[[ Data extracts, beginning ]]

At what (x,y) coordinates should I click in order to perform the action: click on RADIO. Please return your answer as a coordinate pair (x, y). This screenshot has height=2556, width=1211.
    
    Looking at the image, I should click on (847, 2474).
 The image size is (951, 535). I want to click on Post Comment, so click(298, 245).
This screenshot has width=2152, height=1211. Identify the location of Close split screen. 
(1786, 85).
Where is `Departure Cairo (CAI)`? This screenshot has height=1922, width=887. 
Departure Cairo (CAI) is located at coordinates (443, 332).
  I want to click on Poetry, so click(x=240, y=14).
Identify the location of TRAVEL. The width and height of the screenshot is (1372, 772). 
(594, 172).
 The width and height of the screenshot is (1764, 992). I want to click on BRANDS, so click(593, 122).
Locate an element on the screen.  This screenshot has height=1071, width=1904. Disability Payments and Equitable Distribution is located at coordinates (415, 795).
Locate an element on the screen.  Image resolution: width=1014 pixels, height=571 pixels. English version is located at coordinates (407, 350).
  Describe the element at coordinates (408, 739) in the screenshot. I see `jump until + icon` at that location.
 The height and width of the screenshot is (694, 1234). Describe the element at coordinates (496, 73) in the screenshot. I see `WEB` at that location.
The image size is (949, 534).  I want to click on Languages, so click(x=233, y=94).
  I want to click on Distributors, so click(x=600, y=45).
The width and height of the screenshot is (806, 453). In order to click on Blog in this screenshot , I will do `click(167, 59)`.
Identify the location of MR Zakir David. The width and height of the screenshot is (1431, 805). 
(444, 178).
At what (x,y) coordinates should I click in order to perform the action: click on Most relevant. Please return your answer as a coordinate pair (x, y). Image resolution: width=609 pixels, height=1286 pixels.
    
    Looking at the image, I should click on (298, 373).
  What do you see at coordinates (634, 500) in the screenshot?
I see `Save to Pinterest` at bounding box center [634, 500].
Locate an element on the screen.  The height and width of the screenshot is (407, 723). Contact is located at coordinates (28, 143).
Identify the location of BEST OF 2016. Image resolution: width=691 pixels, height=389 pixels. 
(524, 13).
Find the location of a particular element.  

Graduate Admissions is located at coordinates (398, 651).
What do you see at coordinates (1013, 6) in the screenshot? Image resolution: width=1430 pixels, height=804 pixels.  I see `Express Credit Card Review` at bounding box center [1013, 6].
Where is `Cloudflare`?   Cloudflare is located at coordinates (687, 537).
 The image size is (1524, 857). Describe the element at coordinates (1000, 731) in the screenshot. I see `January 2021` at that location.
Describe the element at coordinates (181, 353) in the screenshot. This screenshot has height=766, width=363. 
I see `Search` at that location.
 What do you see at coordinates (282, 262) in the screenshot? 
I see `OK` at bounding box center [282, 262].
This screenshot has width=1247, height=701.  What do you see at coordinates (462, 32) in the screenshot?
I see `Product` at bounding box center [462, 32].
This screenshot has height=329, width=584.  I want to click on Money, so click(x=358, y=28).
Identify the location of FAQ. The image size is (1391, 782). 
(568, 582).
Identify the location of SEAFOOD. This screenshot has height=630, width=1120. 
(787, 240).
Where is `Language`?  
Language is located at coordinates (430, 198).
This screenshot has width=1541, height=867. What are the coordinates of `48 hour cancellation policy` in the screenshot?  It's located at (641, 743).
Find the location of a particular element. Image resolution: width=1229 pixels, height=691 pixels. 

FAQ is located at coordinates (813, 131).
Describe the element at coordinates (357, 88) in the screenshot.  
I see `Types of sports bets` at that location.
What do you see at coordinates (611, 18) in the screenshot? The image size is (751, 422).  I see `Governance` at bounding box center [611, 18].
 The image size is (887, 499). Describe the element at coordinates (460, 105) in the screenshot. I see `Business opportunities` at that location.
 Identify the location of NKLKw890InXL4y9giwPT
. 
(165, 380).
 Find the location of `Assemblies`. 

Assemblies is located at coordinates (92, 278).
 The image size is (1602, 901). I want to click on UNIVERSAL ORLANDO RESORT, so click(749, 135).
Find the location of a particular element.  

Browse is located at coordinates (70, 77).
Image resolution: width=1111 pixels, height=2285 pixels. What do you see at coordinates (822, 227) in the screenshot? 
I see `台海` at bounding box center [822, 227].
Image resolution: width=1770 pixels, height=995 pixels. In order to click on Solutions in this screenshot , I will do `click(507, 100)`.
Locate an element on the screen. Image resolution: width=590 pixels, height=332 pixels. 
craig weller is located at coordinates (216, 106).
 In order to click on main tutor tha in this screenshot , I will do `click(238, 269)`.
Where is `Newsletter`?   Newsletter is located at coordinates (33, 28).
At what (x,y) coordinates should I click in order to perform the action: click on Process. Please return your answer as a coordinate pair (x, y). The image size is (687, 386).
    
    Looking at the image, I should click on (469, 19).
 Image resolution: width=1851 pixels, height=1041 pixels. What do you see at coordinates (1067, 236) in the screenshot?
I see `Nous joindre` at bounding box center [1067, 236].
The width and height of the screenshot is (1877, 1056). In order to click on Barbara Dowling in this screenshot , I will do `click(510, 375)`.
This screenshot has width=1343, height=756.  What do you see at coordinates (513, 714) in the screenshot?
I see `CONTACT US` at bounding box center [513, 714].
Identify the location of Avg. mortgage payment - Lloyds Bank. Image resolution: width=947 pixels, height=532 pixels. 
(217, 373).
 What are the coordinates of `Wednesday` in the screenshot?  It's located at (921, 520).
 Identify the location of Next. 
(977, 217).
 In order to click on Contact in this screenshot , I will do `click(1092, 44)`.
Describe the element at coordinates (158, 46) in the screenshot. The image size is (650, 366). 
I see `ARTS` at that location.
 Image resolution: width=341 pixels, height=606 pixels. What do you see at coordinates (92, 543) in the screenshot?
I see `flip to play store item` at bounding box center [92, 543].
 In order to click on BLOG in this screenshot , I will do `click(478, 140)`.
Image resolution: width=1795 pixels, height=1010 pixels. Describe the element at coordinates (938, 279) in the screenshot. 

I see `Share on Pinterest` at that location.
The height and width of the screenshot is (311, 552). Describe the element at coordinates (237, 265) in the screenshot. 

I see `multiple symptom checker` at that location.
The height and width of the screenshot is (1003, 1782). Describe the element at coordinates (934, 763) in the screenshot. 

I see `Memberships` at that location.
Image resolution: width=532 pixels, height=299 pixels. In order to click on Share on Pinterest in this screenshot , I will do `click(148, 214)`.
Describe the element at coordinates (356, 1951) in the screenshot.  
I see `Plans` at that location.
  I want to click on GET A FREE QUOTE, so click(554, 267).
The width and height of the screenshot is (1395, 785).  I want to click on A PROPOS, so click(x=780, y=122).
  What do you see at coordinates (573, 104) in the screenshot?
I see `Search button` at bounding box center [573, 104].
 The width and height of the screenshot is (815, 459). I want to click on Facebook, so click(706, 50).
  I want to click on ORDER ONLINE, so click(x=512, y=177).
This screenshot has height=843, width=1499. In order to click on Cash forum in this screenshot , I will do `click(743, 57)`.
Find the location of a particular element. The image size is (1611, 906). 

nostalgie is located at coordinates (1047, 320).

[[ Data extracts, end ]]

*Requirement*
Every line above is to be transcribed exactly.

*Result*
At what (x,y) coordinates should I click in order to perform the action: click on RADIO. Please return your answer as a coordinate pair (x, y). This screenshot has height=2556, width=1211.
    
    Looking at the image, I should click on (847, 2474).
 The image size is (951, 535). I want to click on Post Comment, so click(298, 245).
This screenshot has width=2152, height=1211. Identify the location of Close split screen. 
(1786, 85).
Where is `Departure Cairo (CAI)`? This screenshot has height=1922, width=887. 
Departure Cairo (CAI) is located at coordinates (443, 332).
  I want to click on Poetry, so click(x=240, y=14).
Identify the location of TRAVEL. The width and height of the screenshot is (1372, 772). 
(594, 172).
 The width and height of the screenshot is (1764, 992). I want to click on BRANDS, so click(593, 122).
Locate an element on the screen.  This screenshot has height=1071, width=1904. Disability Payments and Equitable Distribution is located at coordinates (415, 795).
Locate an element on the screen.  Image resolution: width=1014 pixels, height=571 pixels. English version is located at coordinates (407, 350).
  Describe the element at coordinates (408, 739) in the screenshot. I see `jump until + icon` at that location.
 The height and width of the screenshot is (694, 1234). Describe the element at coordinates (496, 73) in the screenshot. I see `WEB` at that location.
The image size is (949, 534).  I want to click on Languages, so click(x=233, y=94).
  I want to click on Distributors, so click(x=600, y=45).
The width and height of the screenshot is (806, 453). In order to click on Blog in this screenshot , I will do `click(167, 59)`.
Identify the location of MR Zakir David. The width and height of the screenshot is (1431, 805). 
(444, 178).
At what (x,y) coordinates should I click in order to perform the action: click on Most relevant. Please return your answer as a coordinate pair (x, y). Image resolution: width=609 pixels, height=1286 pixels.
    
    Looking at the image, I should click on (298, 373).
  What do you see at coordinates (634, 500) in the screenshot?
I see `Save to Pinterest` at bounding box center [634, 500].
Locate an element on the screen.  The height and width of the screenshot is (407, 723). Contact is located at coordinates (28, 143).
Identify the location of BEST OF 2016. Image resolution: width=691 pixels, height=389 pixels. 
(524, 13).
Find the location of a particular element.  

Graduate Admissions is located at coordinates (398, 651).
What do you see at coordinates (1013, 6) in the screenshot? Image resolution: width=1430 pixels, height=804 pixels.  I see `Express Credit Card Review` at bounding box center [1013, 6].
Where is `Cloudflare`?   Cloudflare is located at coordinates (687, 537).
 The image size is (1524, 857). Describe the element at coordinates (1000, 731) in the screenshot. I see `January 2021` at that location.
Describe the element at coordinates (181, 353) in the screenshot. This screenshot has height=766, width=363. 
I see `Search` at that location.
 What do you see at coordinates (282, 262) in the screenshot? 
I see `OK` at bounding box center [282, 262].
This screenshot has width=1247, height=701.  What do you see at coordinates (462, 32) in the screenshot?
I see `Product` at bounding box center [462, 32].
This screenshot has height=329, width=584.  I want to click on Money, so click(x=358, y=28).
Identify the location of FAQ. The image size is (1391, 782). 
(568, 582).
Identify the location of SEAFOOD. This screenshot has height=630, width=1120. 
(787, 240).
Where is `Language`?  
Language is located at coordinates (430, 198).
This screenshot has width=1541, height=867. What are the coordinates of `48 hour cancellation policy` in the screenshot?  It's located at (641, 743).
Find the location of a particular element. Image resolution: width=1229 pixels, height=691 pixels. 

FAQ is located at coordinates (813, 131).
Describe the element at coordinates (357, 88) in the screenshot.  
I see `Types of sports bets` at that location.
What do you see at coordinates (611, 18) in the screenshot? The image size is (751, 422).  I see `Governance` at bounding box center [611, 18].
 The image size is (887, 499). Describe the element at coordinates (460, 105) in the screenshot. I see `Business opportunities` at that location.
 Identify the location of NKLKw890InXL4y9giwPT
. 
(165, 380).
 Find the location of `Assemblies`. 

Assemblies is located at coordinates (92, 278).
 The image size is (1602, 901). I want to click on UNIVERSAL ORLANDO RESORT, so click(749, 135).
Find the location of a particular element.  

Browse is located at coordinates (70, 77).
Image resolution: width=1111 pixels, height=2285 pixels. What do you see at coordinates (822, 227) in the screenshot? 
I see `台海` at bounding box center [822, 227].
Image resolution: width=1770 pixels, height=995 pixels. In order to click on Solutions in this screenshot , I will do `click(507, 100)`.
Locate an element on the screen. Image resolution: width=590 pixels, height=332 pixels. 
craig weller is located at coordinates (216, 106).
 In order to click on main tutor tha in this screenshot , I will do `click(238, 269)`.
Where is `Newsletter`?   Newsletter is located at coordinates (33, 28).
At what (x,y) coordinates should I click in order to perform the action: click on Process. Please return your answer as a coordinate pair (x, y). The image size is (687, 386).
    
    Looking at the image, I should click on (469, 19).
 Image resolution: width=1851 pixels, height=1041 pixels. What do you see at coordinates (1067, 236) in the screenshot?
I see `Nous joindre` at bounding box center [1067, 236].
The width and height of the screenshot is (1877, 1056). In order to click on Barbara Dowling in this screenshot , I will do `click(510, 375)`.
This screenshot has width=1343, height=756.  What do you see at coordinates (513, 714) in the screenshot?
I see `CONTACT US` at bounding box center [513, 714].
Identify the location of Avg. mortgage payment - Lloyds Bank. Image resolution: width=947 pixels, height=532 pixels. 
(217, 373).
 What are the coordinates of `Wednesday` in the screenshot?  It's located at (921, 520).
 Identify the location of Next. 
(977, 217).
 In order to click on Contact in this screenshot , I will do `click(1092, 44)`.
Describe the element at coordinates (158, 46) in the screenshot. The image size is (650, 366). 
I see `ARTS` at that location.
 Image resolution: width=341 pixels, height=606 pixels. What do you see at coordinates (92, 543) in the screenshot?
I see `flip to play store item` at bounding box center [92, 543].
 In order to click on BLOG in this screenshot , I will do `click(478, 140)`.
Image resolution: width=1795 pixels, height=1010 pixels. Describe the element at coordinates (938, 279) in the screenshot. 

I see `Share on Pinterest` at that location.
The height and width of the screenshot is (311, 552). Describe the element at coordinates (237, 265) in the screenshot. 

I see `multiple symptom checker` at that location.
The height and width of the screenshot is (1003, 1782). Describe the element at coordinates (934, 763) in the screenshot. 

I see `Memberships` at that location.
Image resolution: width=532 pixels, height=299 pixels. In order to click on Share on Pinterest in this screenshot , I will do `click(148, 214)`.
Describe the element at coordinates (356, 1951) in the screenshot.  
I see `Plans` at that location.
  I want to click on GET A FREE QUOTE, so click(554, 267).
The width and height of the screenshot is (1395, 785).  I want to click on A PROPOS, so click(x=780, y=122).
  What do you see at coordinates (573, 104) in the screenshot?
I see `Search button` at bounding box center [573, 104].
 The width and height of the screenshot is (815, 459). I want to click on Facebook, so click(706, 50).
  I want to click on ORDER ONLINE, so click(x=512, y=177).
This screenshot has height=843, width=1499. In order to click on Cash forum in this screenshot , I will do `click(743, 57)`.
Find the location of a particular element. The image size is (1611, 906). 

nostalgie is located at coordinates (1047, 320).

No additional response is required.